◆ **AIM OF THE TASK**
Write out the entries below in full, exactly as given.

━━━

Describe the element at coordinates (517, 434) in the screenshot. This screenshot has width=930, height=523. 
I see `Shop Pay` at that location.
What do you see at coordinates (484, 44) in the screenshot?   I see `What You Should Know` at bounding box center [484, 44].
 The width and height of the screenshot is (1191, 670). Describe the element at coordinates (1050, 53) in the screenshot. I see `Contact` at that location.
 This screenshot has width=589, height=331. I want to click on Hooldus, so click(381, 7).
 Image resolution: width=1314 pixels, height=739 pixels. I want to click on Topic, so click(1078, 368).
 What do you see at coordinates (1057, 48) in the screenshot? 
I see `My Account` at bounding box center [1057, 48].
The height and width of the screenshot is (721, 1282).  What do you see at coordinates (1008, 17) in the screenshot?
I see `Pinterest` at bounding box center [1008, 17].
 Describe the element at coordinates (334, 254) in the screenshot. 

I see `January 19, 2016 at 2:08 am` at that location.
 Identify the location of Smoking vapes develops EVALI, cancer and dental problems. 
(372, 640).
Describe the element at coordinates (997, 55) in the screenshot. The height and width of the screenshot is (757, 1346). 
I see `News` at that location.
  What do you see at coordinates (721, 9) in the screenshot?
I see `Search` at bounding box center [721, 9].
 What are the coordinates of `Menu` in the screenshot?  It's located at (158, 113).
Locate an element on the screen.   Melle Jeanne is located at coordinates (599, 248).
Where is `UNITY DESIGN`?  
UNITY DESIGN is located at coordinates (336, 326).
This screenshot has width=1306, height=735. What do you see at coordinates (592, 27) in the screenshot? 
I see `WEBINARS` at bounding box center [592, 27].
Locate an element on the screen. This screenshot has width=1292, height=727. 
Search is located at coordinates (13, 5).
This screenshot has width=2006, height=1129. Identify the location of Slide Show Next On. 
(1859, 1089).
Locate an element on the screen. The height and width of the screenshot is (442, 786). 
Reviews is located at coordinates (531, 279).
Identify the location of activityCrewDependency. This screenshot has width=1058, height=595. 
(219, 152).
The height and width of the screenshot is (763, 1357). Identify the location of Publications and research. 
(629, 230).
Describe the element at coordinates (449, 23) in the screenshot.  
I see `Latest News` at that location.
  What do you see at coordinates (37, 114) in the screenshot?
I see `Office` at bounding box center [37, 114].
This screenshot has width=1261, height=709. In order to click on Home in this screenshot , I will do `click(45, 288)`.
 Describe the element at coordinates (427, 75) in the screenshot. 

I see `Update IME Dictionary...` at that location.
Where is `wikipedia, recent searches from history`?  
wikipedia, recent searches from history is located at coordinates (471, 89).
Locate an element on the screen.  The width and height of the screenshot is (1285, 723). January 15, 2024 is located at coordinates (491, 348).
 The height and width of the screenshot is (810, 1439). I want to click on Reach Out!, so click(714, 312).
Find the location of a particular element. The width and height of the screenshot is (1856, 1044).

━━━

◆ **SOLUTION TO THIS TASK**
Describe the element at coordinates (517, 434) in the screenshot. This screenshot has width=930, height=523. 
I see `Shop Pay` at that location.
What do you see at coordinates (484, 44) in the screenshot?   I see `What You Should Know` at bounding box center [484, 44].
 The width and height of the screenshot is (1191, 670). Describe the element at coordinates (1050, 53) in the screenshot. I see `Contact` at that location.
 This screenshot has width=589, height=331. I want to click on Hooldus, so click(381, 7).
 Image resolution: width=1314 pixels, height=739 pixels. I want to click on Topic, so click(1078, 368).
 What do you see at coordinates (1057, 48) in the screenshot? 
I see `My Account` at bounding box center [1057, 48].
The height and width of the screenshot is (721, 1282).  What do you see at coordinates (1008, 17) in the screenshot?
I see `Pinterest` at bounding box center [1008, 17].
 Describe the element at coordinates (334, 254) in the screenshot. 

I see `January 19, 2016 at 2:08 am` at that location.
 Identify the location of Smoking vapes develops EVALI, cancer and dental problems. 
(372, 640).
Describe the element at coordinates (997, 55) in the screenshot. The height and width of the screenshot is (757, 1346). 
I see `News` at that location.
  What do you see at coordinates (721, 9) in the screenshot?
I see `Search` at bounding box center [721, 9].
 What are the coordinates of `Menu` in the screenshot?  It's located at (158, 113).
Locate an element on the screen.   Melle Jeanne is located at coordinates (599, 248).
Where is `UNITY DESIGN`?  
UNITY DESIGN is located at coordinates (336, 326).
This screenshot has width=1306, height=735. What do you see at coordinates (592, 27) in the screenshot? 
I see `WEBINARS` at bounding box center [592, 27].
Locate an element on the screen. This screenshot has width=1292, height=727. 
Search is located at coordinates (13, 5).
This screenshot has width=2006, height=1129. Identify the location of Slide Show Next On. 
(1859, 1089).
Locate an element on the screen. The height and width of the screenshot is (442, 786). 
Reviews is located at coordinates (531, 279).
Identify the location of activityCrewDependency. This screenshot has width=1058, height=595. 
(219, 152).
The height and width of the screenshot is (763, 1357). Identify the location of Publications and research. 
(629, 230).
Describe the element at coordinates (449, 23) in the screenshot.  
I see `Latest News` at that location.
  What do you see at coordinates (37, 114) in the screenshot?
I see `Office` at bounding box center [37, 114].
This screenshot has width=1261, height=709. In order to click on Home in this screenshot , I will do `click(45, 288)`.
 Describe the element at coordinates (427, 75) in the screenshot. 

I see `Update IME Dictionary...` at that location.
Where is `wikipedia, recent searches from history`?  
wikipedia, recent searches from history is located at coordinates (471, 89).
Locate an element on the screen.  The width and height of the screenshot is (1285, 723). January 15, 2024 is located at coordinates (491, 348).
 The height and width of the screenshot is (810, 1439). I want to click on Reach Out!, so click(714, 312).
Find the location of a particular element. The width and height of the screenshot is (1856, 1044).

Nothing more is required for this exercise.